Alan: Physician friend R.M. often vacations -- free of charge -- aboard cruise ships in exchange for serving as "ship physician." He says it's surprising how many older people die while cruising, a fact he attributes to retirees thinking they have enough "juice" for "one more cruise"... and they don't.
Woman pays $164K per year to live on luxury cruise ship
Lee Wachtstetter, an 86-year-old Florida widow, took her daughter's advice. She sold her five bedroom Fort Lauderdale area home on 10 acres and became a permanent luxury cruise ship resident after her husband died.
Mama Lee, as she's known aboard the 11-year-old Crystal Serenity, has been living on the 1,070-passenger vessel longer than most of its 655 crew members — nearly seven years.
"My husband introduced me to cruising," she recalled. "Mason was a banker and real estate appraiser and taught me to love cruising. During our 50-year marriage we did 89 cruises. I've done nearly a hundred more and 15 world cruises."
How many visited countries does that add up to?
"I stopped counting after 100." she said. "Just say I've been to almost any country that has a port."
Most interesting have been the nations in Asia, she observed, because they're so different from America.
She rarely bothers going ashore nowadays because she's most likely already been there several times. "And when most everybody goes ashore it's so quiet, and I have almost the whole ship for myself."
Istanbul is an exception, though. "I can't resist the Grand Bazaar," Wachstetter said. "You can find gorgeously regal or glitzy outfits there, perfect for formal or casual wear and not terribly expensive. I have to restrain myself every time because of my limited cabin space."
What she misses most is her family, but manages to keep in touch with her three sons and seven grandchildren with her laptop computer. "I hear from one of them everyday, and visit with them whenever we dock in Miami. Last year we docked in Miami five times."
Her daughter has since passed away, and so have all her close friends in the Fort Lauderdale area, she said.
"When my children were all young, I took them on cruises many times. Now they have families of their own and do what's right for them.
"The day before my husband died of cancer in 1997, he told me, 'Don't stop cruising.' So here I am today living a stress-free, fairy-tale life."
She estimates living the good life on the Serenity this year will cost her $164,000. That'll cover costs of her single-occupancy seventh deck stateroom, regular and specialty restaurant meals with available lunch and dinner beverages, gratuities, nightly ballroom dancing with dance hosts and Broadway-caliber entertainment — as well as the captain's frequent cocktail parties, movies, lectures, plus other scheduled daily activities.
Crystal Cruise Line's reputation and its availability of dance hosts for passengers traveling alone are what sold her on the Crystal Serenity. Readers of Travel and Leisure and Conde Nast Traveler magazine almost annually vote it the world's best cruise line, and the Serenity is the newer of the Japanese-owned cruise line's two ships.
"I enjoy dancing, and this was the best of the remaining ships that still use dance hosts," Mama Lee explained. "My husband didn't dance, just didn't like to, and encouraged me to dance with the hosts.
"Before coming aboard this ship I lived on a Holland America liner for three years. The day they announced they were stopping the dance host program was the day I decided to leave.
"I dance every night for a couple hours after dinner, have been doing it for years. And I've also trained with the ship's dance instructors."
As for dinner, she said, "I do love to eat and regularly dine at a table for eight. You meet interesting passengers, and I've made lots of new friends that way."
She's put on 25 pounds since coming on board, she confides, and has been on a fruit and vegetable liquid diet, trying to shed them. "I'm happy to say I have only 10 more pounds to lose." she laughed.
Most days Mama Lee can be found in the Palm Court lounge doing needlepoint work.
"It's my second love, have been doing it for 50 years. I've even helped teach it to some passengers. Everything I make I give to crew members. Gives me great pleasure.
"The crew members bend over backwards to keep me happy. Some are almost like family now. If they don't have what I want, they get it. even if they have to buy it off the ship or make it to my specific needs."
She pointed to a framed cushion wall hanging in her stateroom that holds dozens of her earrings.
"Unique, isn't it? A crew member made it," she said.
Looking forward to her 87th birthday and seventh year aboard the Serenity, Wachtstetter, a former registered nurse, credits a good immune system for being able to steer clear of doctor offices.
"All the time I've been here I have never had a sick day," she said. "I'm so spoiled I doubt that I would ever be able to readjust to the real world again."
Three other women live on Crystal vessels but none nearly as long as Mama Lee, according to Hubert Buelacher, Serenity's hotel director. "She's just an amazing woman, one of a kind."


Problem statement – How many lines in the material below contain the word "diagram"? Write only the number.

Given records –

=== Section Start ===

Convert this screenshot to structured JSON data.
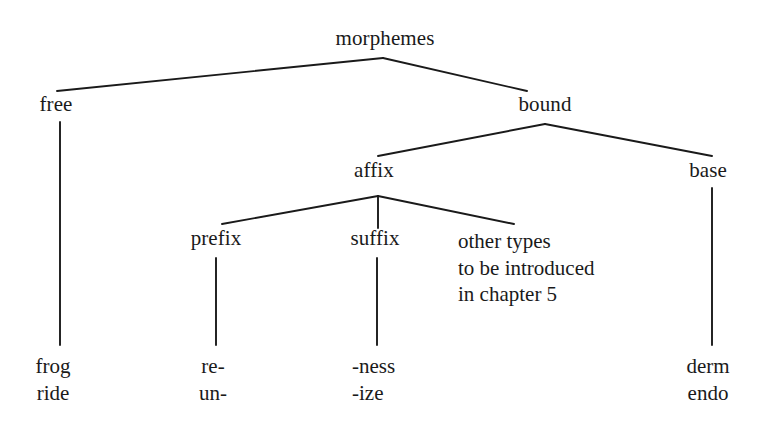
{
  "diagram": {
    "title": "morphemes",
    "type": "tree-diagram",
    "line_color": "#1a1a1a",
    "text_color": "#1a1a1a",
    "background_color": "#ffffff",
    "nodes": {
      "root": {
        "label": "morphemes",
        "x": 385,
        "y": 44
      },
      "free": {
        "label": "free",
        "x": 56,
        "y": 110
      },
      "bound": {
        "label": "bound",
        "x": 545,
        "y": 110
      },
      "affix": {
        "label": "affix",
        "x": 374,
        "y": 176
      },
      "base": {
        "label": "base",
        "x": 708,
        "y": 176
      },
      "prefix": {
        "label": "prefix",
        "x": 216,
        "y": 243
      },
      "suffix": {
        "label": "suffix",
        "x": 375,
        "y": 243
      },
      "other_types": {
        "lines": [
          "other types",
          "to be introduced",
          "in chapter 5"
        ],
        "x": 458,
        "y": 243
      }
    },
    "leaves": {
      "free_examples": {
        "lines": [
          "frog",
          "ride"
        ],
        "x": 53,
        "y": 367
      },
      "prefix_examples": {
        "lines": [
          "re-",
          "un-"
        ],
        "x": 213,
        "y": 367
      },
      "suffix_examples": {
        "lines": [
          "-ness",
          "-ize"
        ],
        "x": 352,
        "y": 367
      },
      "base_examples": {
        "lines": [
          "derm",
          "endo"
        ],
        "x": 708,
        "y": 367
      }
    },
    "edges": [
      {
        "name": "morphemes-to-free",
        "x1": 383,
        "y1": 58,
        "x2": 57,
        "y2": 91
      },
      {
        "name": "morphemes-to-bound",
        "x1": 383,
        "y1": 58,
        "x2": 527,
        "y2": 91
      },
      {
        "name": "free-to-examples",
        "x1": 60,
        "y1": 122,
        "x2": 60,
        "y2": 345
      },
      {
        "name": "bound-to-affix",
        "x1": 545,
        "y1": 124,
        "x2": 378,
        "y2": 156
      },
      {
        "name": "bound-to-base",
        "x1": 545,
        "y1": 124,
        "x2": 712,
        "y2": 156
      },
      {
        "name": "affix-to-prefix",
        "x1": 378,
        "y1": 196,
        "x2": 222,
        "y2": 224
      },
      {
        "name": "affix-to-suffix",
        "x1": 378,
        "y1": 196,
        "x2": 378,
        "y2": 228
      },
      {
        "name": "affix-to-other-types",
        "x1": 378,
        "y1": 196,
        "x2": 514,
        "y2": 224
      },
      {
        "name": "prefix-to-examples",
        "x1": 216,
        "y1": 258,
        "x2": 216,
        "y2": 345
      },
      {
        "name": "suffix-to-examples",
        "x1": 377,
        "y1": 258,
        "x2": 377,
        "y2": 345
      },
      {
        "name": "base-to-examples",
        "x1": 712,
        "y1": 188,
        "x2": 712,
        "y2": 345
      }
    ]
  }
}
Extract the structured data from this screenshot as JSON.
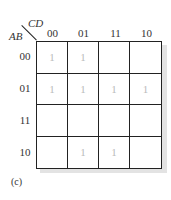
{
  "kmap": {
    "row_var": "AB",
    "col_var": "CD",
    "col_labels": [
      "00",
      "01",
      "11",
      "10"
    ],
    "row_labels": [
      "00",
      "01",
      "11",
      "10"
    ],
    "cells": [
      [
        "1",
        "1",
        "",
        ""
      ],
      [
        "1",
        "1",
        "1",
        "1"
      ],
      [
        "",
        "",
        "",
        ""
      ],
      [
        "",
        "1",
        "1",
        ""
      ]
    ]
  },
  "caption": "(c)"
}
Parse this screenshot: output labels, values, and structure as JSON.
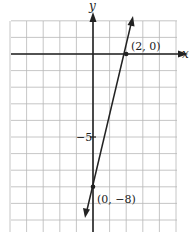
{
  "chart_data": {
    "type": "line",
    "title": "",
    "xlabel": "x",
    "ylabel": "y",
    "xlim": [
      -5,
      5
    ],
    "ylim": [
      -10.7,
      2
    ],
    "grid": true,
    "series": [
      {
        "name": "line through (2, 0) and (0, -8)",
        "equation": "y = 4x - 8",
        "slope": 4,
        "intercept": -8,
        "x": [
          -0.35,
          2.45
        ],
        "y": [
          -9.4,
          1.8
        ]
      }
    ],
    "points": [
      {
        "x": 2,
        "y": 0,
        "label": "(2, 0)"
      },
      {
        "x": 0,
        "y": -8,
        "label": "(0, −8)"
      }
    ],
    "tick_labels": [
      {
        "axis": "y",
        "value": -5,
        "label": "−5"
      }
    ]
  },
  "labels": {
    "x_axis": "x",
    "y_axis": "y",
    "tick_neg5": "−5",
    "point_a": "(2, 0)",
    "point_b": "(0, −8)"
  },
  "colors": {
    "grid": "#b8b8b8",
    "axis": "#222222",
    "line": "#222222"
  }
}
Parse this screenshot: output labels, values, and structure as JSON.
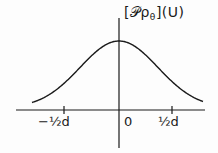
{
  "chart_data": {
    "type": "line",
    "title": "",
    "ylabel": "[𝒫ρθ](U)",
    "ylabel_parts": {
      "open": "[",
      "operator": "𝒫",
      "func": "ρ",
      "subscript": "θ",
      "close": "]",
      "arg": "(U)"
    },
    "xlabel": "",
    "x_ticks": [
      "-½d",
      "0",
      "½d"
    ],
    "x_tick_positions": [
      -0.5,
      0,
      0.5
    ],
    "curve": "bell-shaped (Gaussian-like) profile centered at 0, symmetric, decaying to near zero beyond ±½d",
    "x": [
      -1.0,
      -0.75,
      -0.5,
      -0.25,
      0,
      0.25,
      0.5,
      0.75,
      1.0
    ],
    "values": [
      0.02,
      0.1,
      0.3,
      0.75,
      1.0,
      0.75,
      0.3,
      0.1,
      0.02
    ],
    "grid": false,
    "legend": null,
    "colors": {
      "line": "#1a1a1a",
      "background": "#fdfdfd"
    }
  },
  "labels": {
    "ylabel_open": "[",
    "ylabel_op": "𝒫ρ",
    "ylabel_sub": "θ",
    "ylabel_close": "](U)",
    "tick_neg": "−½d",
    "tick_zero": "0",
    "tick_pos": "½d"
  }
}
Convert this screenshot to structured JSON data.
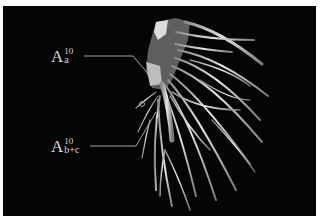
{
  "figure": {
    "background_color": "#050505",
    "vessel_color": "#cfcfcf",
    "labels": [
      {
        "base": "A",
        "sup": "10",
        "sub": "a"
      },
      {
        "base": "A",
        "sup": "10",
        "sub": "b+c"
      }
    ]
  }
}
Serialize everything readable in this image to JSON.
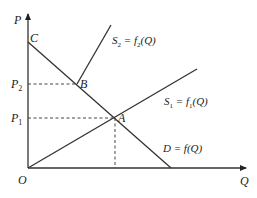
{
  "diagram": {
    "type": "supply-demand",
    "axes": {
      "y_label": "P",
      "x_label": "Q",
      "origin_label": "O"
    },
    "price_levels": [
      {
        "label": "P",
        "sub": "2",
        "point": "B"
      },
      {
        "label": "P",
        "sub": "1",
        "point": "A"
      }
    ],
    "points": {
      "C": "C",
      "B": "B",
      "A": "A"
    },
    "curves": {
      "s2": {
        "main": "S",
        "sub": "2",
        "eq": " = f",
        "fsub": "2",
        "arg": "(Q)"
      },
      "s1": {
        "main": "S",
        "sub": "1",
        "eq": " = f",
        "fsub": "1",
        "arg": "(Q)"
      },
      "demand": {
        "text": "D = f(Q)"
      }
    },
    "colors": {
      "line": "#333333",
      "background": "#ffffff"
    }
  }
}
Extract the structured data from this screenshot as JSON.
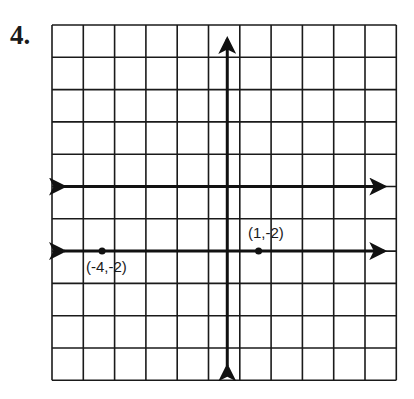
{
  "problem": {
    "number": "4."
  },
  "grid": {
    "cols": 11,
    "rows": 11,
    "left": 52,
    "top": 25,
    "cell_w": 31.3,
    "cell_h": 32.3,
    "line_color": "#1a1a1a"
  },
  "axes": {
    "origin_col": 6,
    "origin_row": 5
  },
  "line": {
    "description": "horizontal line y = -2",
    "y": -2
  },
  "points": [
    {
      "label": "(-4,-2)",
      "x": -4,
      "y": -2
    },
    {
      "label": "(1,-2)",
      "x": 1,
      "y": -2
    }
  ]
}
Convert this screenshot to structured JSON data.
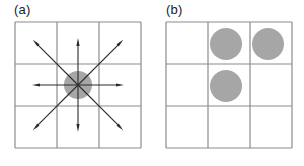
{
  "figure": {
    "width": 304,
    "height": 166,
    "background": "#ffffff"
  },
  "panels": [
    {
      "id": "a",
      "label": "(a)",
      "grid": {
        "x": 15,
        "y": 22,
        "size": 126,
        "rows": 3,
        "cols": 3,
        "line_color": "#8c8c8c",
        "line_width": 1.2
      },
      "circles": [
        {
          "name": "center-blob",
          "cx": 78,
          "cy": 85,
          "r": 14,
          "fill": "#a6a6a6"
        }
      ],
      "arrows": {
        "color": "#2b2b2b",
        "width": 1.1,
        "origin": {
          "x": 78,
          "y": 85
        },
        "head_length": 8,
        "head_width": 3.2,
        "directions": [
          {
            "name": "arrow-up",
            "dx": 0,
            "dy": -1,
            "length": 47
          },
          {
            "name": "arrow-down",
            "dx": 0,
            "dy": 1,
            "length": 47
          },
          {
            "name": "arrow-left",
            "dx": -1,
            "dy": 0,
            "length": 46
          },
          {
            "name": "arrow-right",
            "dx": 1,
            "dy": 0,
            "length": 46
          },
          {
            "name": "arrow-up-left",
            "dx": -1,
            "dy": -1,
            "length": 64
          },
          {
            "name": "arrow-up-right",
            "dx": 1,
            "dy": -1,
            "length": 64
          },
          {
            "name": "arrow-down-left",
            "dx": -1,
            "dy": 1,
            "length": 64
          },
          {
            "name": "arrow-down-right",
            "dx": 1,
            "dy": 1,
            "length": 64
          }
        ]
      }
    },
    {
      "id": "b",
      "label": "(b)",
      "grid": {
        "x": 14,
        "y": 22,
        "size": 126,
        "rows": 3,
        "cols": 3,
        "line_color": "#8c8c8c",
        "line_width": 1.2
      },
      "circles": [
        {
          "name": "blob-row0-col1",
          "cx": 74,
          "cy": 44,
          "r": 16,
          "fill": "#a6a6a6",
          "cell": [
            0,
            1
          ]
        },
        {
          "name": "blob-row0-col2",
          "cx": 116,
          "cy": 44,
          "r": 16,
          "fill": "#a6a6a6",
          "cell": [
            0,
            2
          ]
        },
        {
          "name": "blob-row1-col1",
          "cx": 74,
          "cy": 86,
          "r": 16,
          "fill": "#a6a6a6",
          "cell": [
            1,
            1
          ]
        }
      ],
      "arrows": null
    }
  ],
  "chart_data": {
    "type": "diagram",
    "title": "",
    "panels": [
      {
        "label": "(a)",
        "grid_rows": 3,
        "grid_cols": 3,
        "occupied_cells": [
          [
            1,
            1
          ]
        ],
        "arrow_directions": [
          "up",
          "down",
          "left",
          "right",
          "up-left",
          "up-right",
          "down-left",
          "down-right"
        ],
        "arrow_count": 8
      },
      {
        "label": "(b)",
        "grid_rows": 3,
        "grid_cols": 3,
        "occupied_cells": [
          [
            0,
            1
          ],
          [
            0,
            2
          ],
          [
            1,
            1
          ]
        ],
        "arrow_directions": [],
        "arrow_count": 0
      }
    ]
  }
}
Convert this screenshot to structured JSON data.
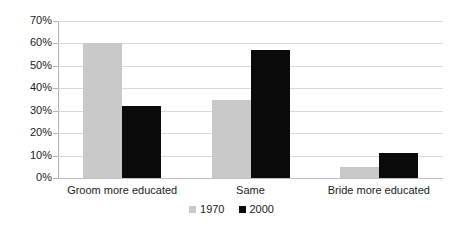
{
  "chart_data": {
    "type": "bar",
    "title": "",
    "subtitle": "",
    "xlabel": "",
    "ylabel": "",
    "ylim": [
      0,
      70
    ],
    "ytick_labels": [
      "0%",
      "10%",
      "20%",
      "30%",
      "40%",
      "50%",
      "60%",
      "70%"
    ],
    "ytick_values": [
      0,
      10,
      20,
      30,
      40,
      50,
      60,
      70
    ],
    "grid": true,
    "legend_position": "bottom-center",
    "categories": [
      "Groom more educated",
      "Same",
      "Bride more educated"
    ],
    "series": [
      {
        "name": "1970",
        "color": "#c9c9c9",
        "values": [
          60,
          35,
          5
        ]
      },
      {
        "name": "2000",
        "color": "#0a0a0a",
        "values": [
          32,
          57,
          11
        ]
      }
    ]
  },
  "legend": {
    "items": [
      {
        "label": "1970",
        "swatch": "legend-swatch-1970"
      },
      {
        "label": "2000",
        "swatch": "legend-swatch-2000"
      }
    ]
  }
}
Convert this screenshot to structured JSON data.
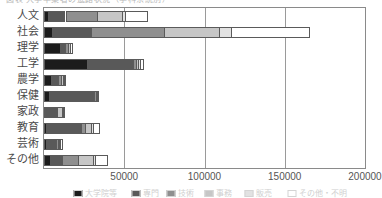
{
  "title": {
    "text": "図表 大学卒業者の進路状況（学科系統別）",
    "visible": "partially-cropped-top"
  },
  "chart_data": {
    "type": "bar",
    "orientation": "horizontal",
    "stacked": true,
    "title": "図表 大学卒業者の進路状況（学科系統別）",
    "xlabel": "",
    "ylabel": "",
    "xlim": [
      0,
      200000
    ],
    "xticks": [
      0,
      50000,
      100000,
      150000,
      200000
    ],
    "xticklabels": [
      "",
      "50000",
      "100000",
      "150000",
      "200000"
    ],
    "grid": "vertical",
    "legend_position": "bottom",
    "categories": [
      "人文",
      "社会",
      "理学",
      "工学",
      "農学",
      "保健",
      "家政",
      "教育",
      "芸術",
      "その他"
    ],
    "series": [
      {
        "name": "大学院等",
        "color": "#1c1c1c",
        "values": [
          2200,
          4800,
          10200,
          26500,
          4400,
          2900,
          600,
          1200,
          1300,
          3600
        ]
      },
      {
        "name": "専門",
        "color": "#595959",
        "values": [
          11200,
          24400,
          3100,
          28800,
          4300,
          28500,
          6700,
          21800,
          6000,
          7800
        ]
      },
      {
        "name": "技術",
        "color": "#8f8f8f",
        "values": [
          19900,
          45300,
          1500,
          1900,
          1900,
          700,
          900,
          2500,
          1200,
          9800
        ]
      },
      {
        "name": "事務",
        "color": "#c6c6c6",
        "values": [
          15100,
          34800,
          1100,
          1500,
          1200,
          500,
          3100,
          3900,
          1000,
          9300
        ]
      },
      {
        "name": "販売",
        "color": "#e2e2e2",
        "values": [
          1900,
          7200,
          600,
          900,
          800,
          300,
          700,
          900,
          600,
          1200
        ]
      },
      {
        "name": "その他・不明",
        "color": "#ffffff",
        "values": [
          14500,
          49500,
          1300,
          2500,
          1100,
          400,
          1200,
          4500,
          1700,
          8300
        ]
      }
    ],
    "totals": [
      64800,
      166000,
      17800,
      62100,
      13700,
      33300,
      13200,
      34800,
      11800,
      40000
    ]
  },
  "axis": {
    "ticklabels": [
      {
        "value": 50000,
        "label": "50000"
      },
      {
        "value": 100000,
        "label": "100000"
      },
      {
        "value": 150000,
        "label": "150000"
      },
      {
        "value": 200000,
        "label": "200000"
      }
    ]
  },
  "legend": {
    "cropped": true,
    "items": [
      {
        "label": "大学院等",
        "color": "#1c1c1c"
      },
      {
        "label": "専門",
        "color": "#595959"
      },
      {
        "label": "技術",
        "color": "#8f8f8f"
      },
      {
        "label": "事務",
        "color": "#c6c6c6"
      },
      {
        "label": "販売",
        "color": "#e2e2e2"
      },
      {
        "label": "その他・不明",
        "color": "#ffffff"
      }
    ]
  }
}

=== Section End ===

Answer area – 4